I use the the US Federal Reserve’s Flow of Funds data, which includes both level and rate of change tables. The level data is showing just the small dip you specify–but the rate of change data shows the huge drop in my charts.
The growth data is stored in the file gtab2d.prn, and the respective figures from there for the last quarter are:
Total Debt = +1,367,900
Household = –151,810
Mortgage = –5,220
Business Total = –28,280
Corporate = 140,620
State Govt = 108,410
Federal Govt = 1,439,570
Financial Sector = –1,791,750
Total Private = –1,971,840
On the other hand, as you note, the level tables indicate that private debt has fallen only marginally.
And on the other Aussie hand, the reverse pattern is true in the Australian data. The RBA noted that there had been a 0.1% increase in private credit in the last month, while the aggregate private debt level was shown to have fallen by +40 billion last month!

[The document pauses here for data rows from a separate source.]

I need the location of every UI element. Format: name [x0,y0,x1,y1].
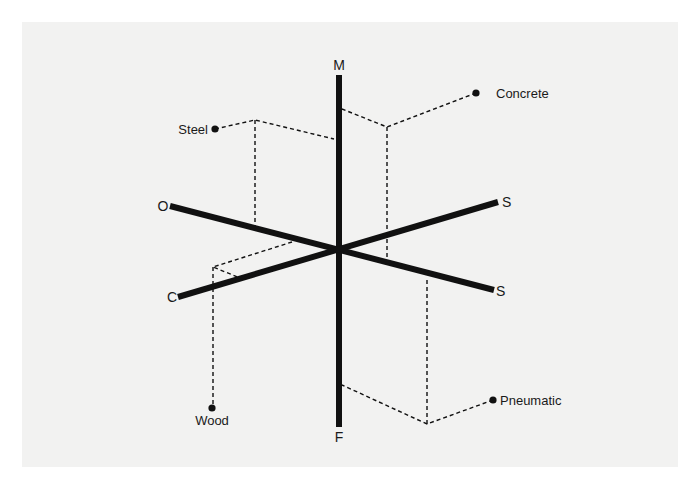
concrete-projection [342,93,476,127]
projection-lines [213,93,493,424]
steel-projection [215,120,334,139]
steel-dot-icon [211,125,218,132]
axis-label-o: O [158,198,169,214]
axes [170,75,498,427]
material-label-steel: Steel [178,122,208,137]
axis-label-f: F [335,429,344,445]
wood-dot-icon [208,404,215,411]
material-label-pneumatic: Pneumatic [500,393,562,408]
pneumatic-projection [342,385,493,424]
axis-diagram: M F O C S S Steel Concrete Wood Pneumati… [0,0,689,482]
axis-label-s-lower: S [496,283,505,299]
axis-label-s-upper: S [502,194,511,210]
material-label-concrete: Concrete [496,86,549,101]
concrete-dot-icon [472,89,479,96]
material-label-wood: Wood [195,413,229,428]
axis-label-m: M [333,57,345,73]
pneumatic-dot-icon [489,396,496,403]
axis-label-c: C [167,289,177,305]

There is an explanation in the RBA Notes that this was due to a reclassification, but …
Anyway, I deliberately refrained from making any comment on the Australian data because of this disparity, while the automatic sums in my database produced the aggregate change in debt data from the USA’s growth figures. As a sole operator, I haven’t had the time to go and check this out–if I had the staff of a statistical agency or Treasury to help me, it would have been a task delegated to them immediately.
In the Australian data, while the last month’s figure is a wild card, the rate of deleveraging seems to be running at about 4% p.a. from the previous months’ data, which corresponds to the rate achieved during the 1890s Depression. This is equivalent this year to a 6% deduction from aggregate demand–since debt is roughly 1 2/3rds times GDP.
On the “in case you’re still reading” front, I am flat chat with a new subject (Behavioural Finance) on top of everything else I’m trying to do, so I don’t have the time to write as much as before, or to read posts as deeply. But my mornings start with reading the posts here as best as I can, and I must say that I’m still impressed with the standard of discussion.
Thank You Steve for the response. I think we may see an acceleration in the consumer debt reports. The G.19 report.
You may be aware that Obama signed into law a credit card reform bill. The banks have since started raising the minimum payments and fees and cut credit limits.
It will take a while for that to work itself into the economy. Lower credit limits means that consumer will spend less and will be forced to pay a bigger minimum payment.
Although this report is quite gloom and doom, I think the economy is slowly starting to pick up. At least from the point of view of self storage industry, there are positive signs that things are picking up and there are better years ahead. From the recent decrease in interest rates, and increase in consumer spending, small businesses should breathe slightly easier soon. I’m not saying we should just sit back and wait for the money to roll in, but I don’t think we should sink into depression and have sleepless nights over the economy.
Thanks Eric,
I think the government rescue has succeeded in starting another bubble–though I think it will not last as long as the previous one. I’ll write a post about this shortly, using the Flow of Funds data.